Monday, June 25, 2012

When did you last witness safety trumping other considerations?

In popular culture, the opening sentence of a bad novel begins with the cliché phrase, “It was a dark and stormy night…”. Returning late last week from Washington, DC and a NIOSH workshop on the use of workers’ compensation data for occupational safety and health, I was stuck in Toronto-Pearson International Airport at dusk as the clouds darkened ominously. Through the boarding lounge window, I could see a wall of rain sweeping towards the terminal. On the top of every jetway, white strobes began flashing in unison. Over the handheld communicator a ground agent was carrying, I heard the announcement: the tarmac and apron were being cleared for safety reasons: lightning strikes from the dark storm clouds approaching YYZ.


The safety equation on this dark and stormy night was particularly evident. The inbound plane at our gate was a mere five meters from the jetway with a full manifest of passengers. At other gates, flights had been loaded and doors closed. Planes were still landing but backing up, still burning fuel, and clock time for aircrews. Connections were being missed, overtime incurred, and schedules overturned. Despite all these costs, all activity on the field stopped for the protection of ground crews.

Our lounge was full of passengers for Vancouver, BC or carrying on to Sydney, Australia. In almost perfect unison, thousands of people in Terminal 1 pulled smartphones and began checking connections and informing friends, families and colleagues of the indeterminent delay.

Here was an actual example of safety trumping other considerations. You can’t fuel an aircraft, load it with baggage and cargo, or push it back from the gate without workers and the risk of injury to a worker during a lightning storm is significant; an average of 57 people are killed each year in the US due to lighting strikes. Canada has shorter lightning seasons than in the US, yet lightening kills 9 or 10 people and injures between 100 and 150 people each year. Safety is about managing risks and managing the risks in this case means stopping airside operations.

How did people in my very crowded waiting lounge react? Most took the delay in stride. I heard one passenger actual say to the gate agent, “Worker safety should come first.”
After a couple of hours with intermittent starts and stops due to the storm, operations got going again. There was a huge backlog of flights. Our Air Canada flight 033 was fully loaded and had to wait 45 minutes after the doors closed before a crew was available for pushback.

Yes, we arrived home three or four hours later than planned… but we were safe and so were the crews that served us along the way.

There is nothing inherently safe about air travel. What makes it safe is a culture that values safety at every point, in the air and on the ground. Wouldn’t the world be a better place if we could day the same thing about every industry?

“There is nothing inherently safe about [building a bridge, lifting a patient, felling a tree…] what makes it safe is a culture that values safety.”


**Work instruction**
Which of the lines below include the word "Dietary"? Pull each one out.

**Records shown**
· · ·
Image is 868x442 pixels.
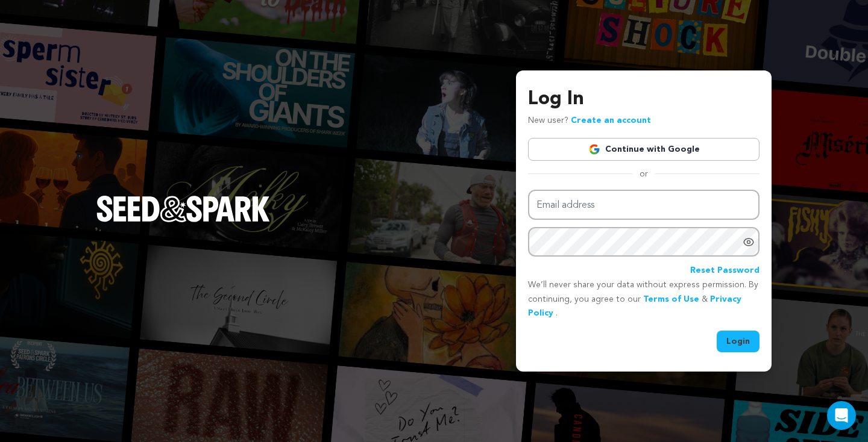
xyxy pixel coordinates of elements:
a: Show password as plain text. Warning: this will display your password on the screen. [742,236,755,248]
a: Terms of Use [643,295,699,303]
a: Reset Password [690,264,760,278]
img: Seed&Spark Logo [97,196,270,222]
p: New user? [528,114,651,129]
a: Seed&Spark Homepage [97,196,270,247]
div: Open Intercom Messenger [827,401,856,431]
input: Email address [528,189,760,221]
button: Login [717,330,760,353]
a: Create an account [571,116,651,125]
img: Google logo [588,144,601,156]
p: We’ll never share your data without express permission. By continuing, you agree to our & . [528,278,760,321]
span: or [633,168,656,180]
h3: Log In [528,85,760,114]
a: Continue with Google [528,138,760,161]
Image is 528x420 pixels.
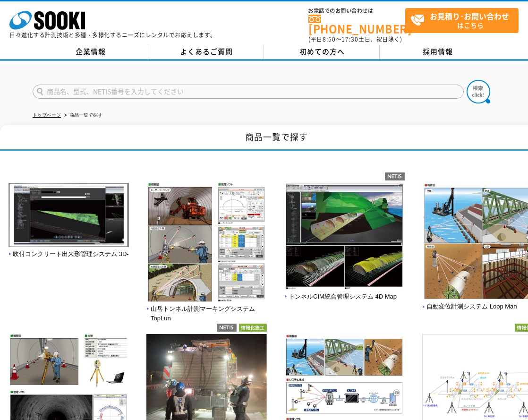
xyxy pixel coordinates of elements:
[217,324,237,332] img: netis
[406,8,519,33] a: お見積り･お問い合わせはこちら
[9,241,129,258] a: 吹付コンクリート出来形管理システム 3D-
[309,35,402,44] span: (平日 ～ 土日、祝日除く)
[380,45,496,59] a: 採用情報
[32,84,464,99] input: 商品名、型式、NETIS番号を入力してください
[32,45,149,59] a: 企業情報
[284,292,397,302] span: トンネルCIM統合管理システム 4D Map
[284,183,405,292] img: トンネルCIM統合管理システム 4D Map
[430,10,510,22] strong: お見積り･お問い合わせ
[309,8,406,13] span: お電話でのお問い合わせは
[264,45,380,59] a: 初めての方へ
[239,324,267,332] img: 情報化施工
[63,111,102,120] li: 商品一覧で探す
[9,183,129,249] img: 吹付コンクリート出来形管理システム 3D-
[147,296,267,322] a: 山岳トンネル計測マーキングシステム TopLun
[323,35,337,44] span: 8:50
[300,46,345,57] span: 初めての方へ
[9,249,129,260] span: 吹付コンクリート出来形管理システム 3D-
[32,113,61,118] a: トップページ
[342,35,358,44] span: 17:30
[309,14,406,34] a: [PHONE_NUMBER]
[385,173,405,180] img: netis
[284,283,405,301] a: トンネルCIM統合管理システム 4D Map
[9,32,216,38] p: 日々進化する計測技術と多種・多様化するニーズにレンタルでお応えします。
[423,302,518,312] span: 自動変位計測システム Loop Man
[467,80,491,103] img: btn_search.png
[147,304,267,324] span: 山岳トンネル計測マーキングシステム TopLun
[410,9,519,32] span: はこちら
[147,183,267,304] img: 山岳トンネル計測マーキングシステム TopLun
[149,45,264,59] a: よくあるご質問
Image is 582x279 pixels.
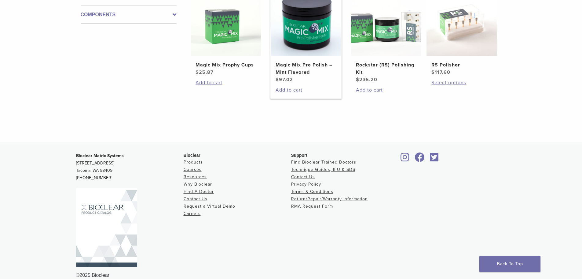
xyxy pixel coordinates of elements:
h2: RS Polisher [432,61,492,68]
span: $ [276,76,279,83]
span: $ [356,76,360,83]
h2: Magic Mix Pre Polish – Mint Flavored [276,61,336,76]
a: Resources [184,174,207,179]
a: Bioclear [428,156,441,162]
a: Add to cart: “Magic Mix Prophy Cups” [196,79,256,86]
a: Contact Us [291,174,315,179]
span: Bioclear [184,153,201,157]
a: Why Bioclear [184,181,212,187]
a: Request a Virtual Demo [184,203,235,209]
a: Back To Top [480,256,541,272]
a: Courses [184,167,202,172]
a: Products [184,159,203,165]
h2: Magic Mix Prophy Cups [196,61,256,68]
bdi: 97.02 [276,76,293,83]
img: Bioclear [76,187,137,267]
a: Terms & Conditions [291,189,334,194]
bdi: 117.60 [432,69,451,75]
div: ©2025 Bioclear [76,271,507,279]
a: Technique Guides, IFU & SDS [291,167,356,172]
bdi: 235.20 [356,76,378,83]
a: Return/Repair/Warranty Information [291,196,368,201]
a: Find Bioclear Trained Doctors [291,159,357,165]
span: $ [432,69,435,75]
p: [STREET_ADDRESS] Tacoma, WA 98409 [PHONE_NUMBER] [76,152,184,181]
h2: Rockstar (RS) Polishing Kit [356,61,417,76]
a: Bioclear [413,156,427,162]
label: Components [81,11,177,18]
span: $ [196,69,199,75]
a: Select options for “RS Polisher” [432,79,492,86]
a: Add to cart: “Magic Mix Pre Polish - Mint Flavored” [276,86,336,94]
a: Find A Doctor [184,189,214,194]
a: Add to cart: “Rockstar (RS) Polishing Kit” [356,86,417,94]
a: Privacy Policy [291,181,321,187]
a: RMA Request Form [291,203,333,209]
a: Careers [184,211,201,216]
span: Support [291,153,308,157]
bdi: 25.87 [196,69,214,75]
a: Bioclear [399,156,412,162]
a: Contact Us [184,196,208,201]
strong: Bioclear Matrix Systems [76,153,124,158]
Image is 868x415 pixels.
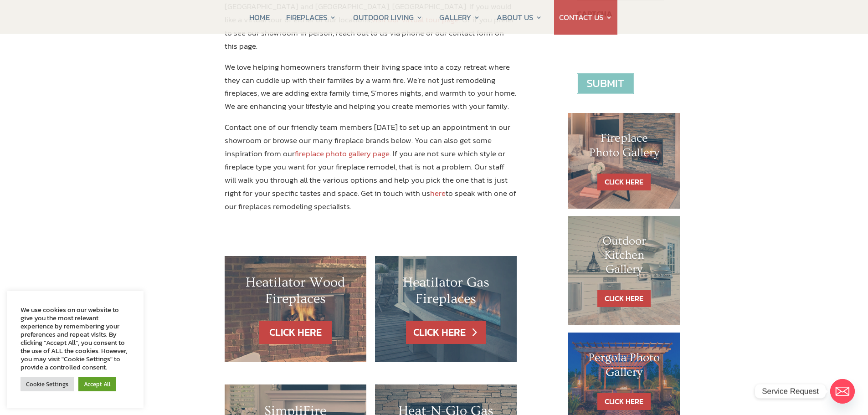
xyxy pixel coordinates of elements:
a: CLICK HERE [259,320,331,344]
h1: Pergola Photo Gallery [586,351,662,383]
a: CLICK HERE [597,393,650,410]
a: here [430,187,445,199]
iframe: reCAPTCHA [577,23,715,59]
h2: Heatilator Wood Fireplaces [243,274,348,311]
p: We love helping homeowners transform their living space into a cozy retreat where they can cuddle... [224,60,517,121]
a: CLICK HERE [406,320,485,344]
h2: Heatilator Gas Fireplaces [393,274,498,311]
a: fireplace photo gallery page [295,147,390,159]
h1: Fireplace Photo Gallery [586,131,662,164]
a: CLICK HERE [597,174,650,191]
input: Submit [577,73,634,94]
a: Cookie Settings [21,377,74,391]
a: CLICK HERE [597,290,650,307]
p: Contact one of our friendly team members [DATE] to set up an appointment in our showroom or brows... [224,121,517,220]
h1: Outdoor Kitchen Gallery [586,234,662,281]
a: Email [830,379,855,403]
a: Accept All [78,377,116,391]
div: We use cookies on our website to give you the most relevant experience by remembering your prefer... [21,305,130,371]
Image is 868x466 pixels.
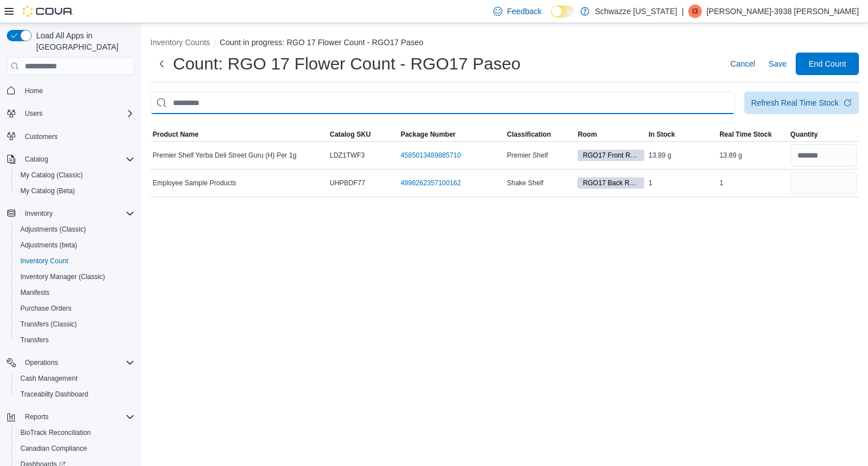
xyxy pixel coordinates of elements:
[11,371,139,386] button: Cash Management
[16,388,134,401] span: Traceabilty Dashboard
[20,320,77,329] span: Transfers (Classic)
[2,409,139,425] button: Reports
[717,177,788,190] div: 1
[150,38,210,47] button: Inventory Counts
[11,253,139,269] button: Inventory Count
[2,355,139,371] button: Operations
[25,155,48,164] span: Catalog
[507,179,544,188] span: Shake Shelf
[25,132,58,141] span: Customers
[717,149,788,162] div: 13.89 g
[20,107,47,120] button: Users
[11,332,139,348] button: Transfers
[401,179,461,188] a: 4998262357100162
[20,130,134,143] span: Customers
[20,241,77,250] span: Adjustments (beta)
[2,205,139,221] button: Inventory
[20,304,72,313] span: Purchase Orders
[20,130,62,143] a: Customers
[11,269,139,285] button: Inventory Manager (Classic)
[20,84,48,98] a: Home
[16,388,92,401] a: Traceabilty Dashboard
[25,358,58,367] span: Operations
[791,130,819,139] span: Quantity
[551,17,552,18] span: Dark Mode
[578,177,644,189] span: RGO17 Back Room
[16,333,134,347] span: Transfers
[16,239,134,252] span: Adjustments (beta)
[20,356,134,370] span: Operations
[20,390,88,399] span: Traceabilty Dashboard
[730,58,755,70] span: Cancel
[25,209,52,218] span: Inventory
[11,386,139,402] button: Traceabilty Dashboard
[11,441,139,457] button: Canadian Compliance
[769,58,787,70] span: Save
[25,86,43,95] span: Home
[25,109,42,118] span: Users
[16,168,88,182] a: My Catalog (Classic)
[401,130,456,139] span: Package Number
[16,426,134,439] span: BioTrack Reconciliation
[507,151,548,160] span: Premier Shelf
[220,38,424,47] button: Count in progress: RGO 17 Flower Count - RGO17 Paseo
[16,239,82,252] a: Adjustments (beta)
[20,444,87,453] span: Canadian Compliance
[16,317,81,331] a: Transfers (Classic)
[796,52,859,75] button: End Count
[152,151,296,160] span: Premier Shelf Yerba Deli Street Guru (H) Per 1g
[551,5,575,17] input: Dark Mode
[16,317,134,331] span: Transfers (Classic)
[16,184,134,198] span: My Catalog (Beta)
[692,5,698,18] span: I3
[20,356,63,370] button: Operations
[16,168,134,182] span: My Catalog (Classic)
[16,372,134,386] span: Cash Management
[20,83,134,97] span: Home
[11,425,139,441] button: BioTrack Reconciliation
[25,412,49,421] span: Reports
[11,317,139,332] button: Transfers (Classic)
[20,152,52,166] button: Catalog
[16,426,96,439] a: BioTrack Reconciliation
[150,92,735,114] input: This is a search bar. After typing your query, hit enter to filter the results lower in the page.
[330,130,371,139] span: Catalog SKU
[16,286,134,299] span: Manifests
[16,255,73,267] a: Inventory Count
[11,167,139,183] button: My Catalog (Classic)
[647,149,717,162] div: 13.89 g
[16,270,110,283] a: Inventory Manager (Classic)
[20,257,68,265] span: Inventory Count
[20,107,134,120] span: Users
[150,36,859,50] nav: An example of EuiBreadcrumbs
[401,151,461,160] a: 4585013489885710
[2,128,139,145] button: Customers
[578,150,644,161] span: RGO17 Front Room
[23,5,74,17] img: Cova
[20,410,53,424] button: Reports
[688,5,702,18] div: Isaac-3938 Holliday
[16,286,54,299] a: Manifests
[507,130,551,139] span: Classification
[595,5,678,18] p: Schwazze [US_STATE]
[150,128,327,141] button: Product Name
[2,82,139,99] button: Home
[16,372,82,386] a: Cash Management
[16,223,90,236] a: Adjustments (Classic)
[399,128,505,141] button: Package Number
[20,186,75,195] span: My Catalog (Beta)
[327,128,399,141] button: Catalog SKU
[173,52,521,75] h1: Count: RGO 17 Flower Count - RGO17 Paseo
[20,410,134,424] span: Reports
[744,92,859,114] button: Refresh Real Time Stock
[647,177,717,190] div: 1
[583,178,639,188] span: RGO17 Back Room
[11,285,139,301] button: Manifests
[152,130,199,139] span: Product Name
[11,301,139,317] button: Purchase Orders
[20,428,91,437] span: BioTrack Reconciliation
[20,288,49,297] span: Manifests
[16,270,134,283] span: Inventory Manager (Classic)
[16,255,134,267] span: Inventory Count
[16,442,134,455] span: Canadian Compliance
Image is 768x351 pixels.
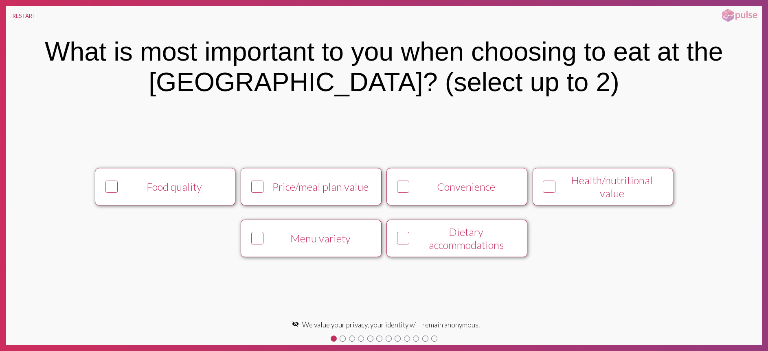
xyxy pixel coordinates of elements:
img: pulsehorizontalsmall.png [719,8,760,23]
button: Menu variety [241,220,381,257]
button: RESTART [6,6,42,26]
div: Dietary accommodations [412,226,519,252]
button: Health/nutritional value [533,168,673,206]
button: Food quality [95,168,235,206]
div: Menu variety [267,232,374,245]
button: Price/meal plan value [241,168,381,206]
button: Dietary accommodations [386,220,527,257]
span: We value your privacy, your identity will remain anonymous. [302,321,480,329]
mat-icon: visibility_off [292,321,299,328]
div: Health/nutritional value [558,174,665,200]
div: Convenience [412,180,519,193]
button: Convenience [386,168,527,206]
div: Price/meal plan value [267,180,374,193]
div: Food quality [121,180,228,193]
div: What is most important to you when choosing to eat at the [GEOGRAPHIC_DATA]? (select up to 2) [17,36,751,97]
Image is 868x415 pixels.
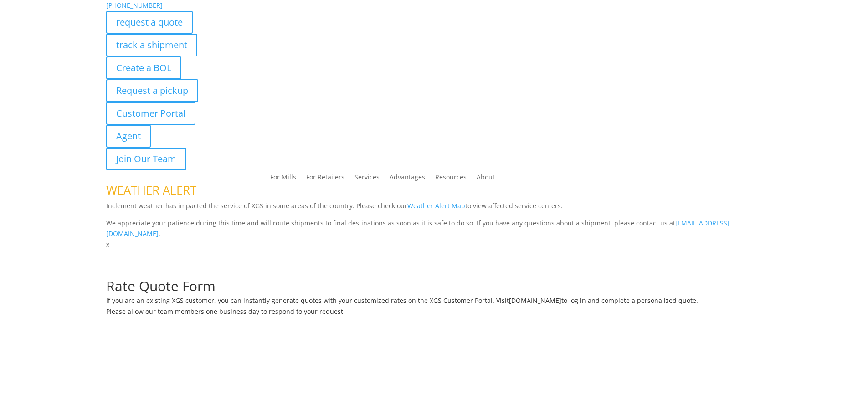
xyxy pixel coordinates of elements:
[106,308,762,319] h6: Please allow our team members one business day to respond to your request.
[477,174,495,184] a: About
[106,250,762,268] h1: Request a Quote
[106,296,509,305] span: If you are an existing XGS customer, you can instantly generate quotes with your customized rates...
[509,296,561,305] a: [DOMAIN_NAME]
[106,1,163,10] a: [PHONE_NUMBER]
[106,34,198,56] a: track a shipment
[106,268,762,279] p: Complete the form below for a customized quote based on your shipping needs.
[561,296,698,305] span: to log in and complete a personalized quote.
[106,239,762,250] p: x
[106,79,198,102] a: Request a pickup
[306,174,345,184] a: For Retailers
[106,148,186,171] a: Join Our Team
[106,218,762,239] p: We appreciate your patience during this time and will route shipments to final destinations as so...
[106,182,196,198] span: WEATHER ALERT
[106,125,151,148] a: Agent
[106,279,762,298] h1: Rate Quote Form
[106,102,195,125] a: Customer Portal
[106,11,193,34] a: request a quote
[435,174,467,184] a: Resources
[407,201,465,210] a: Weather Alert Map
[270,174,296,184] a: For Mills
[354,174,379,184] a: Services
[390,174,425,184] a: Advantages
[106,56,181,79] a: Create a BOL
[106,200,762,218] p: Inclement weather has impacted the service of XGS in some areas of the country. Please check our ...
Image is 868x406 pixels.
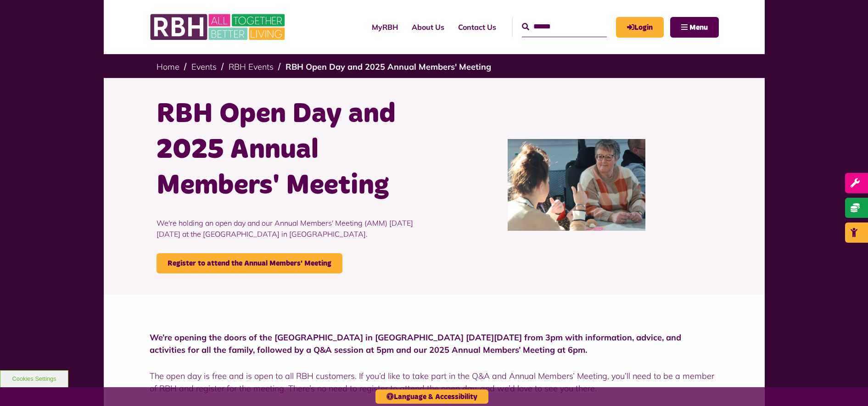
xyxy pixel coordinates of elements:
[405,15,451,39] a: About Us
[156,253,342,273] a: Register to attend the Annual Members' Meeting
[522,21,529,33] button: search
[826,365,868,406] iframe: Netcall Web Assistant for live chat
[156,62,179,72] a: Home
[670,17,718,37] button: Navigation
[375,389,489,404] button: Language & Accessibility
[150,369,718,395] p: The open day is free and is open to all RBH customers. If you’d like to take part in the Q&A and ...
[451,15,503,39] a: Contact Us
[150,332,681,355] strong: We’re opening the doors of the [GEOGRAPHIC_DATA] in [GEOGRAPHIC_DATA] [DATE][DATE] from 3pm with ...
[229,62,274,72] a: RBH Events
[365,15,405,39] a: MyRBH
[156,203,427,253] p: We're holding an open day and our Annual Members' Meeting (AMM) [DATE][DATE] at the [GEOGRAPHIC_D...
[191,62,217,72] a: Events
[616,17,664,37] a: MyRBH
[285,62,491,72] a: RBH Open Day and 2025 Annual Members' Meeting
[156,96,427,203] h1: RBH Open Day and 2025 Annual Members' Meeting
[507,139,645,230] img: IMG 7040
[689,24,708,31] span: Menu
[150,9,287,45] img: RBH
[522,17,607,37] input: Search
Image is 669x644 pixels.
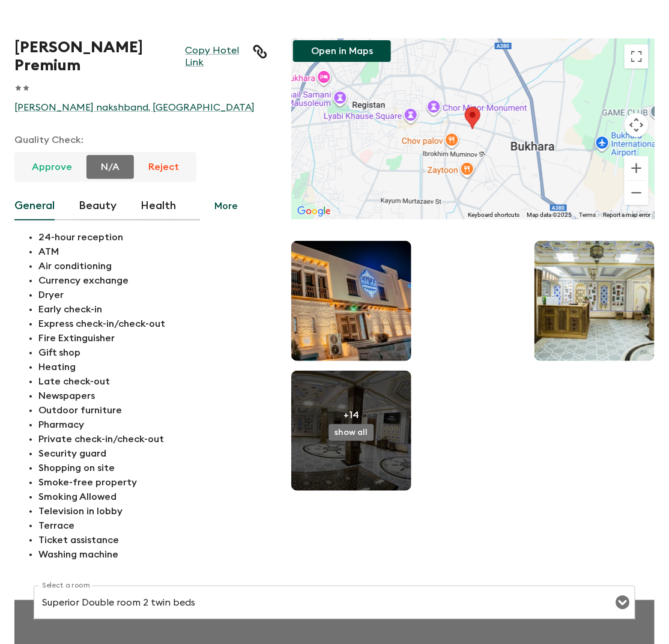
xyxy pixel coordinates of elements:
button: General [15,192,55,221]
button: N/A [87,155,134,179]
p: Early check-in [39,302,267,317]
p: Television in lobby [39,504,267,519]
p: Late check-out [39,375,267,389]
a: Terms (opens in new tab) [579,211,596,218]
p: Security guard [39,447,267,461]
label: Select a room [42,581,90,591]
p: Washing machine [39,547,267,562]
p: Currency exchange [39,273,267,288]
p: Ticket assistance [39,533,267,547]
button: Beauty [79,192,117,221]
p: Quality Check: [15,133,267,147]
button: show all [329,425,374,441]
button: Map camera controls [625,113,649,137]
button: Open [614,595,632,611]
p: Air conditioning [39,259,267,273]
button: More [200,192,253,221]
p: Pharmacy [39,418,267,432]
button: Toggle fullscreen view [625,45,649,69]
p: ATM [39,245,267,259]
p: Outdoor furniture [39,403,267,418]
a: [PERSON_NAME] nakshband, [GEOGRAPHIC_DATA] [15,101,267,113]
a: Report a map error [603,211,651,218]
p: Dryer [39,288,267,302]
p: Fire Extinguisher [39,331,267,345]
p: +14 [344,408,359,423]
p: Express check-in/check-out [39,317,267,331]
p: 24-hour reception [39,230,267,245]
button: Keyboard shortcuts [468,211,520,219]
p: Smoking Allowed [39,490,267,504]
img: Google [295,204,334,219]
button: Zoom in [625,156,649,180]
p: Private check-in/check-out [39,432,267,447]
p: Smoke-free property [39,475,267,490]
button: Open in Maps [293,40,391,62]
span: Map data ©2025 [527,211,572,218]
button: Reject [134,155,193,179]
div: Labi Rud Premium [465,107,480,129]
button: Health [141,192,176,221]
p: Shopping on site [39,461,267,475]
h1: [PERSON_NAME] Premium [15,39,185,75]
a: Open this area in Google Maps (opens a new window) [295,204,334,219]
p: Newspapers [39,389,267,403]
p: Terrace [39,519,267,533]
button: Approve [17,155,87,179]
p: Gift shop [39,345,267,360]
a: Copy Hotel Link [185,45,247,69]
p: Heating [39,360,267,375]
button: Zoom out [625,181,649,205]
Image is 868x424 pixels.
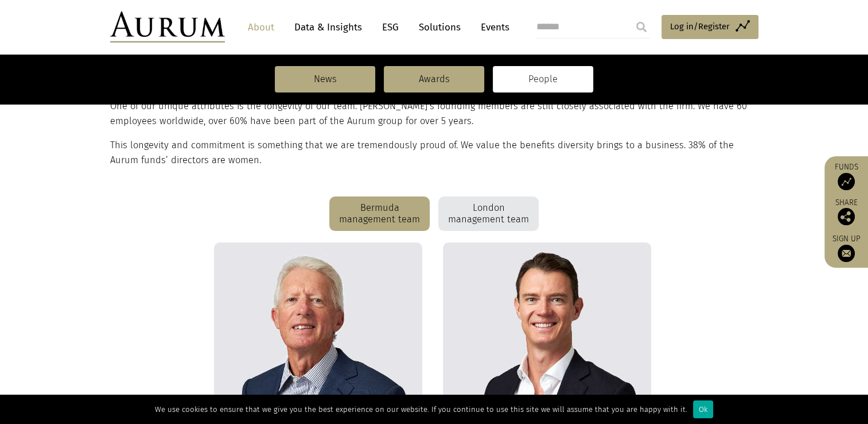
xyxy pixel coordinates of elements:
[275,66,375,92] a: News
[330,196,430,231] div: Bermuda management team
[838,173,856,190] img: Access Funds
[413,16,466,37] a: Solutions
[831,199,862,225] div: Share
[831,162,862,190] a: Funds
[111,99,756,129] p: One of our unique attributes is the longevity of our team. [PERSON_NAME]’s founding members are s...
[242,16,280,37] a: About
[288,16,368,37] a: Data & Insights
[838,244,856,262] img: Sign up to our newsletter
[670,19,730,34] span: Log in/Register
[384,66,484,92] a: Awards
[831,234,862,262] a: Sign up
[475,16,509,37] a: Events
[838,208,856,225] img: Share this post
[438,196,539,231] div: London management team
[111,12,225,42] img: Aurum
[111,137,756,168] p: This longevity and commitment is something that we are tremendously proud of. We value the benefi...
[631,15,653,38] input: Submit
[377,16,405,37] a: ESG
[661,15,758,39] a: Log in/Register
[693,400,713,418] div: Ok
[493,66,593,92] a: People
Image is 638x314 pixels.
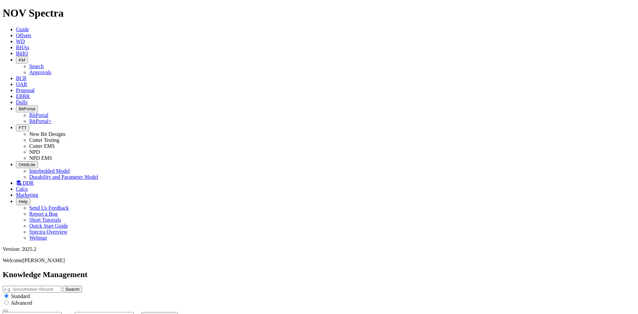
· · ·
**Response box**
div: Dietary accommodations [412,226,519,252]
button: Dietary accommodations [386,220,527,257]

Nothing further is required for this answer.